Taking a ham radio course
I’ve always loved the pictures of people sitting at a desk with a wall of their ham radio equipment in front of them. They look so cool, like they’re helping someone land a plane or giving guidance to astronauts as they navigate space. Search for “ham radio station” on your favorite search site and you’ll get hundreds of pictures like this of people with their gear.
I started taking a ham radio course this week in hopes of getting my license. The community of people around seem like a fun bunch. My wife and I are getting our licenses for emergency purposes, but there’s also the hope of having my own wall of expensive equipment where I can take a selfie.
Writing a new book
I wrote a book last year called API by Design. Now I’m almost finished with one. I just sent it to an editor. This one is called The Language-Oriented Approach to API Development. I should have it released in a week or two.

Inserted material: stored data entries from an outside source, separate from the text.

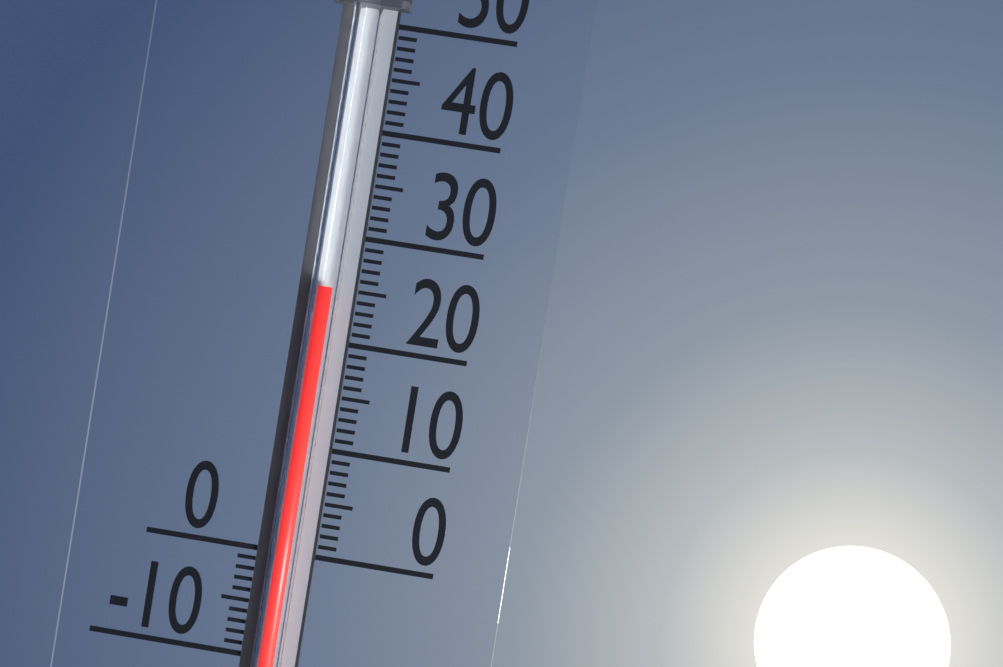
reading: 25 (no unit)
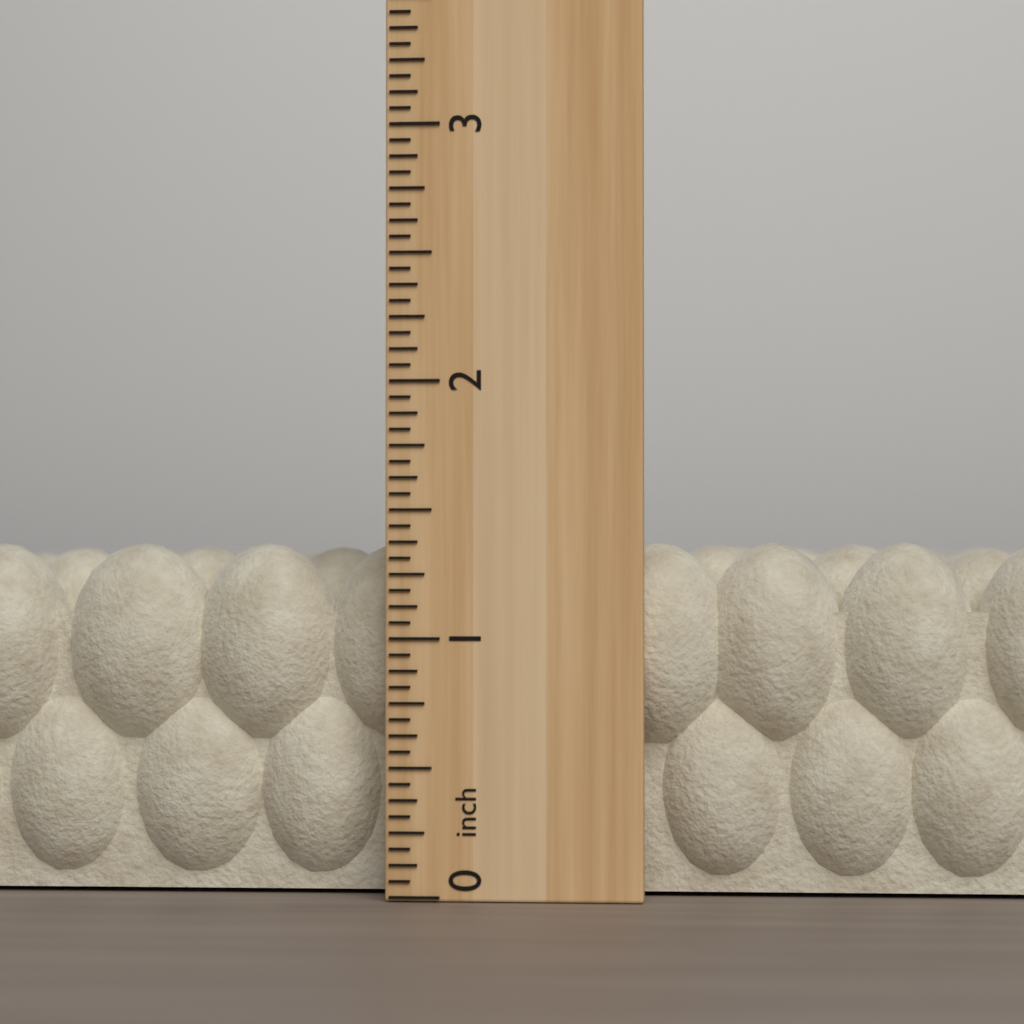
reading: 1.3750 inch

The language-oriented approach stands in contrast to the common industry approach where you use OpenAPI in a design-first approach. It’s an approach I’ve used and seen several organizations use. The approach encourages people to create their own API description format that matches their organization’s way of designing APIs rather than using OpenAPI directly—you generate OpenAPI documents instead. That may sound scary the first time you hear it, but in my opinion it’s a better experience for API designers than having to learn how to write OpenAPI that conforms to a style guide.

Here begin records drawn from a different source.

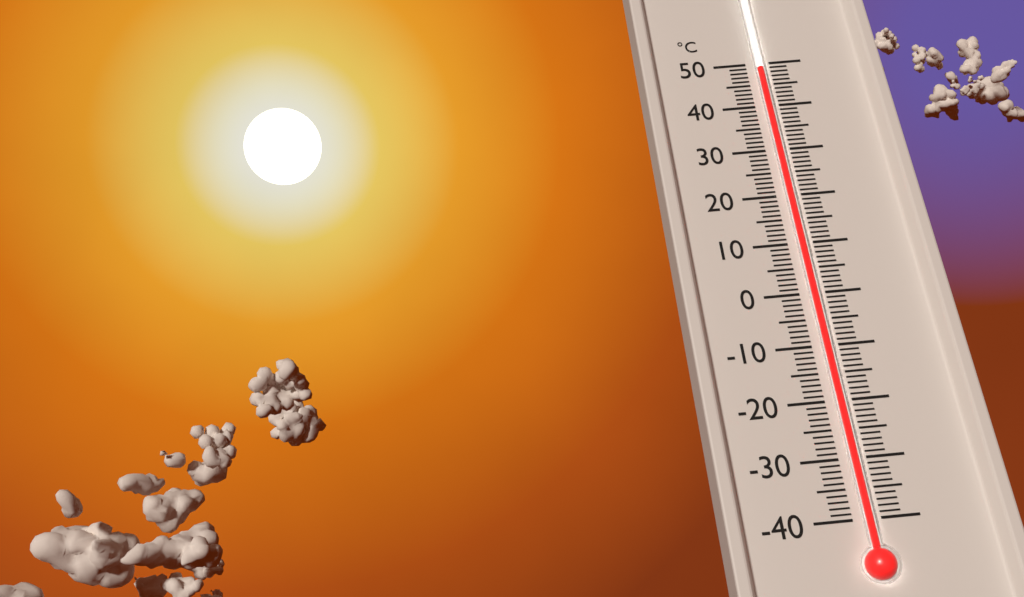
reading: 48 °C
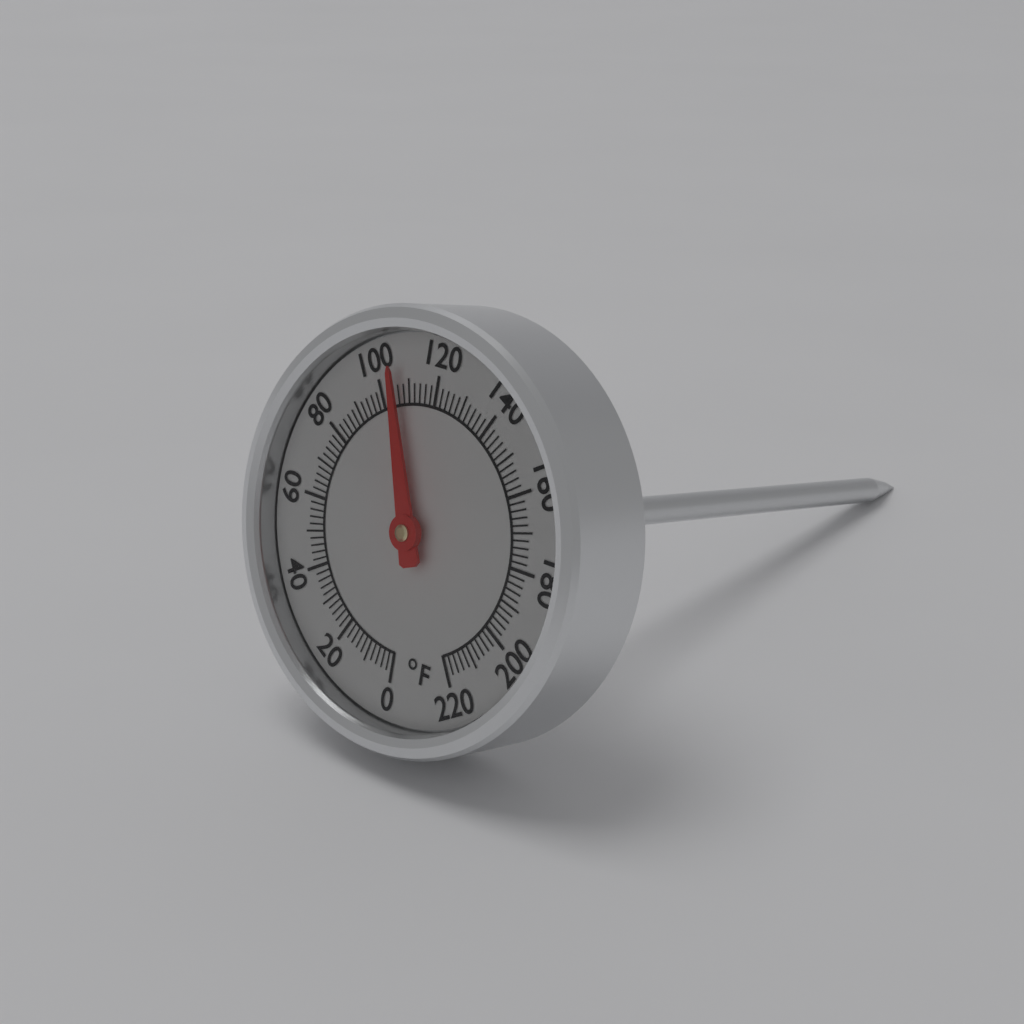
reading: 106 °F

I’ll share more on this soon.
Improving my writing practice
I started using Jerry Seinfeld’s method for work, which is to set up a calendar and cross off the day after doing the work. The streak is what keeps you going.

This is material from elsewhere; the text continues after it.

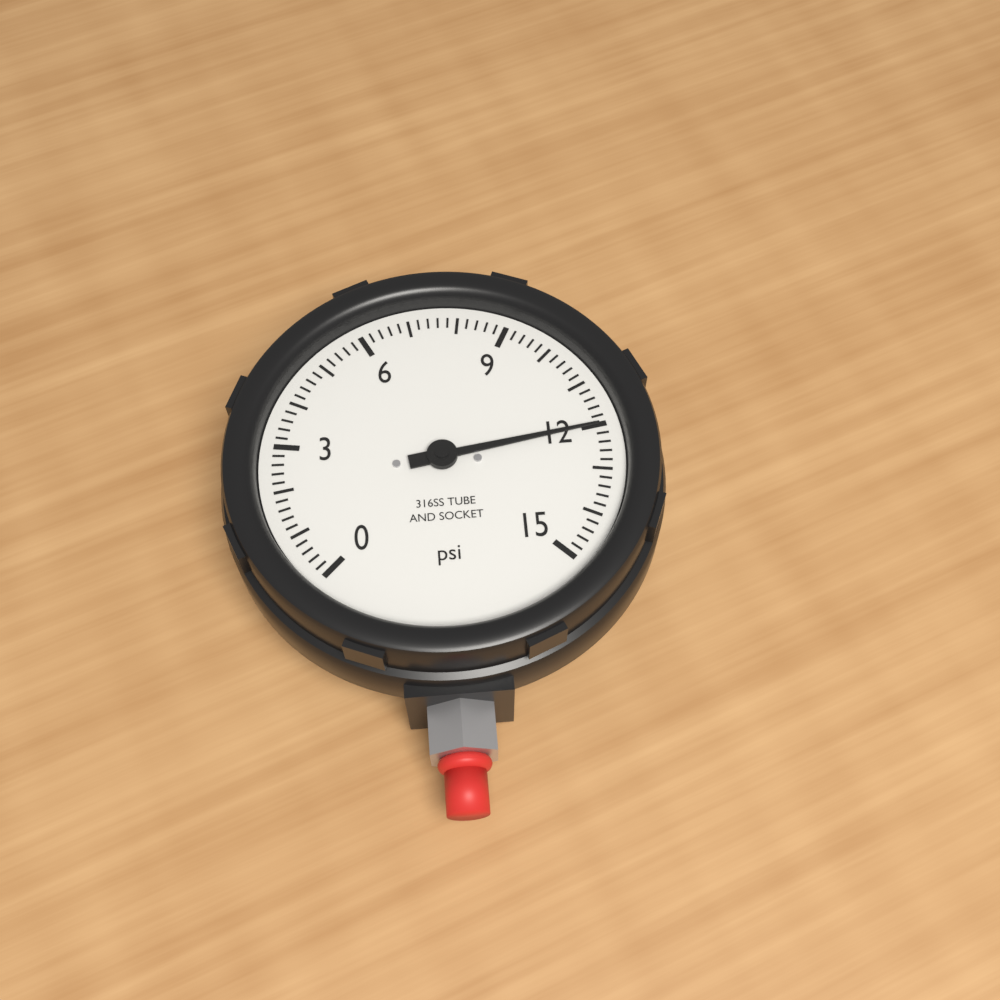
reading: 12.0 psi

I printed out a calendar in August and taped it up on the wall beside me where it’s visible when I get up and sit down. It’s a reminder that I’ve decided to spend time writing daily and an encouragement to come back to the practice when I’ve been too busy. So far it’s worked. I’ve been able to write for this project regularly—I hit 17 days in October even with a week-long work trip. There’s something enjoyable about crossing off the day after working on something you enjoy doing.
Writing more Ruby
I’ve been writing more Ruby lately, both professionally and on the side. Ruby isn’t the fastest language, and it’s not the most popular to use anymore, but it’s still fun.
I programmed in Ruby professionally about a decade ago (yikes) and loved it. My joy for the language returned when I got back into it writing some code to automate my writing workflow for this site. I recently built another workflow in Ruby for writing this new book. The automation runs Pandoc to generate PDFs and Word docs from Markdown files, and it runs stats for me like word count. I can run rake pdf:preview
to get a PDF that has the date in the PDF and the filename and is watermarked with “DRAFT” so I know it’s not the finished product. I love writing little tools like these.
Tinkering with this site
In preparation for the book launch, I’ve been tidying up around the site. It’s not perfect, but better than it was. With the uncertainty around Twitter, I think it will be important to have this space cleaned up and better prepared for writing more.
I’m still resisting writing my own static site generator.